Terry did, slowly. George diverted the punch slowly with his right hand, dropping his left at the same time.
“Just move the punch away. Not far. Just make him miss ... and now, with your left you come up in a half circle and block him hard and get a nice shot at his head with your right. On the street you might use your elbow. It’s right there handy.”
They practiced a few times. Terry kept forgetting to drop his left when he checked with his right. His arms would tangle.
“Damn,” Terry said.
“How many times you got to throw a punch,” George said, “‘fore it’s part of the muscle memory?”
“Three, four thousand,” Terry said.
“You done it seven times now,” George said.
“Looks easier,” Terry said, “when you do it.”
“It is easier when I do it,” George said. “I done it a million times.”
Terry nodded. They worked some more on check-block. And at the end of the session, Terry sat on the chair and George took off the gloves for him. Terry unwrapped his hands and caught his breath.
“How long we been doing this, George?” Terry said.
“Five months,” George said.
“I’m nowhere near a boxer yet,” Terry said.
George shrugged.
“And I don’t want to get into a fight with anybody in the school yard or something,” Terry said.
George nodded.
“But if I did, you know,” Terry said, “I’d have a plan. I might win or I might not, but I would sort of know what I wanted to do.”
“Good to have a plan,” George said.
They were quiet as Terry unwrapped the self-sticking tape from his hands and wrists.
“It makes you feel, like, calm,” Terry said.
“Calm is good,” George said.
Terry balled the tape and dropped it into the wastebasket in the corner.
“You ever scared, George,” Terry said, “when you were fighting?”
“Every fight,” George said.
“The whole fight?”
“No,” George said. “Once you get into the first round, you sort of lose the fear thing. First round you figure out if you got a legitimate chance to beat this dude or if you pretty much gonna concentrate on surviving.”
“You didn’t always think you’d win?”
George smiled.
“I could always hit,” George said. “So I always had a chance, but you know pretty quick whether you as good as he is.”
“How about a street fight? Not when you were a bouncer, but just, you know, some guy gives you grief, and you pop him?”
“You a professional fighter, Terry, you ain’t supposed to be popping people on the street. Law give you trouble on that,” George said. “Besides, most street fights be about proving something. You a fighter, you know what you can do. Ain’t no need to prove it.”

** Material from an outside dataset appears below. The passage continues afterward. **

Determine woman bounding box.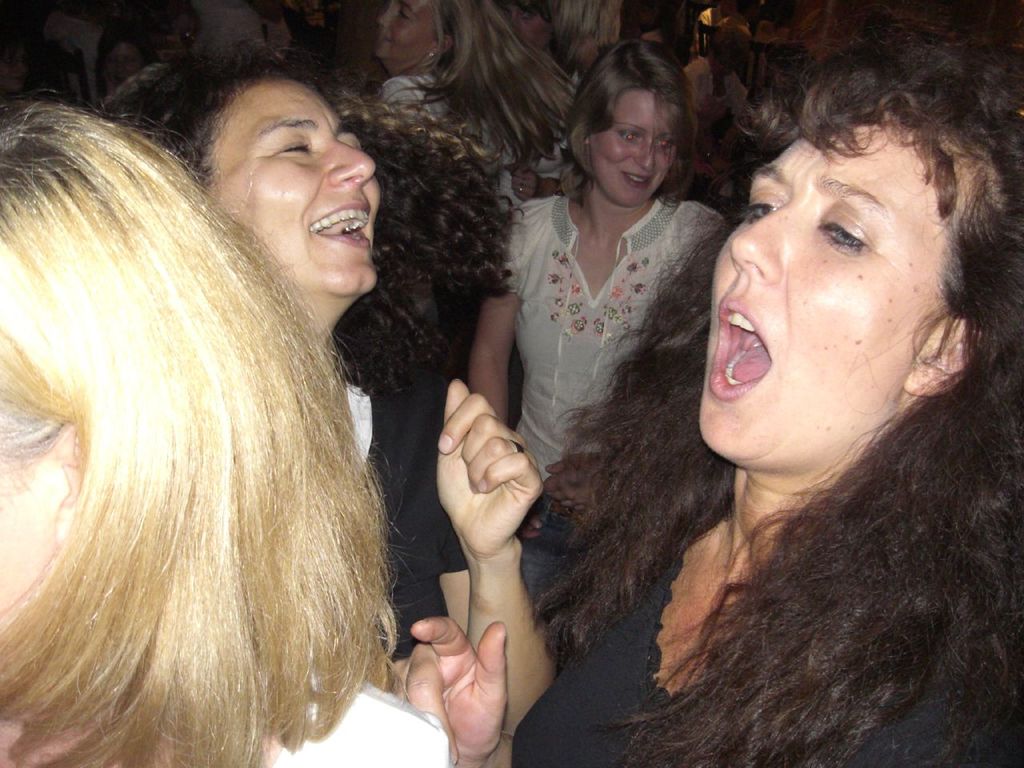
Determined: bbox=(374, 22, 1023, 767).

Terry nodded. His hands were unwrapped. His breath was back to normal. The sweat had dried. Still he stayed in the chair.

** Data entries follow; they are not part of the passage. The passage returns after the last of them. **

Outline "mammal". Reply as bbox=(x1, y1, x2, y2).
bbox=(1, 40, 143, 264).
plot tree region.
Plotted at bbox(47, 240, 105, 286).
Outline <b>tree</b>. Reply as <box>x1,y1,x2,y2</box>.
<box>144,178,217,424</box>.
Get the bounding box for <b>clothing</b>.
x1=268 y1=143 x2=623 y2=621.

“You’d think it would be the other way,” Terry said. “But it’s like, the more you know about fighting, the less you fight.”
“Maybe the less you be fighting about nothing,” George said.

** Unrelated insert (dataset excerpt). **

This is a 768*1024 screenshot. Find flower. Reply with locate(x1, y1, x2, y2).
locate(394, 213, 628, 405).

He put the big sixteen-ounce gloves onto the shelf and turned and looked at Terry for a moment. Terry thought he was going to say something, but he didn’t. He just looked at Terry silently and nodded as if to himself.
“Don’t be worrying ‘bout the check-block thing,” George said after a while. “You gonna get it.”
SKYCAM IV
G
loria Trent stood on the front steps of the Cabot town hall. Her husband was beside her, and several others. A small group of reporters, including one television crew, was gathered in front of her.
“I have devoted my life to simple things, ” Gloria Trent said. “To my family, my husband, who
is here with me today, and my daughter, who is now completing her freshman year at my own school, Taft University. I have also devoted myself, as my family responsibilities permitted, to public service, first as school committee chairperson of this lovely town, and then as the chair of the Cabot Board of Selectmen. Today, with my daughter away at school, I have more time available for my
second love, and with the enthusiastic support of
my husband and daughter, I’m announcing my
candidacy for the Republican nomination for gov ernor of this great commonwealth.”